Grandparents' faces are now missing around the table;  I find myself the matriarch and wonder how it all happened so fast. But my children have been coming home for Christmas most every year, and  some of the magic has been creeping back into that day.

This year was like the Christmases of old, kids disappearing under a sea of wrap, their heads poking out above the surface. Jon, giving me the best gift he could possibly give, in gifting his brother with a ghetto blaster to play his music. Jeff, more himself than he has been for years, hovering protectively over freshly caught fish Jon was cleaning, like a young priest, telling them "It will be okay." Lisa filling with new strength and awareness of her worth and rights as a human on this earth. Strong enough to hold her head up bravely under judgment of those who do not know, in order to live her truth. Gifting me with the honesty of her communication. And Steph, who for so long  sought family outside of our family, now finding it with her brothers and sister, as the family mends and re-weaves itself, growing strong at the broken places.

My friend had a similar Christmas with her children, her son giving her the verbal gift of forgiveness first thing Christmas morning, reducing her to tears. As we remark on the growth we are seeing in our children and the richness of our new relationships with the adults they have become, she remarks, "Our Christmases will be different from now on. Consciousness is growing in our children." And she is right.

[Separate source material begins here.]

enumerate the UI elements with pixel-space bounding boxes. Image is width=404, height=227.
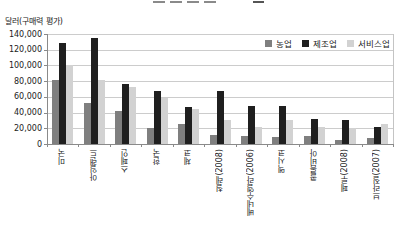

I feel less lonely on my path, now that my children are so strongly embarked on theirs. Our conversations have new depth and recognition. I feel proud of the journeys they are making: journeys of the heart, of finding and living their own truth, pride in their heart and courage and honesty.

This year, once again, we took the Christmas photo. This year I have been privileged to see deeper into who my kids really are. We are now a mutual cheering section for each other, comparing notes on the journey. My health is faltering, exhausted from decades of pain and struggle, wanting only rest. But my childrens' light is outshining the darkness, and it is an awesome sight, brighter than any yuletide tree. Sometimes I feel it is by my sheer determination that we all made it safely through.

If I had one gift I could give them, it would be the incredible gratitude and reverence I have always felt for life, just life. I made it through my dark times because there was always blue sky and sunshine and trees, filling my heart with thankfulness, to keep me looking up. I wish that heart-lift for my children, that gift of seeing past the pain to all the beauty that is available when we are ready to reach out for it.

Sometimes I worry about what might yet lie ahead,  knowing I dont have the strength for much more. I feel the deep tiredness of someone who has been paddling hard for a very long time, whose arms are growing weaker. My mother's heart is always braced against the possibility of unbearable pain should anything happen to any one of my children.

This year the difference was, my children were helping me and easing things for me, instead of me helping them. And it felt really good, like we're all in this together, so maybe I dont have to be so strong any more.

As I lose strength, my children are gaining it. With what pride I survey my life's work: four very special young people who emerged from some very perilous passages with the mark of the wayfarer on their faces, and knowledge, compassion, caring and strength shining from their eyes. We are now journeying together, and can recognize and applaud each other's progress as, by different paths, we find and live our truths. The cycle of life is turning, turning, and my children are leading me Home.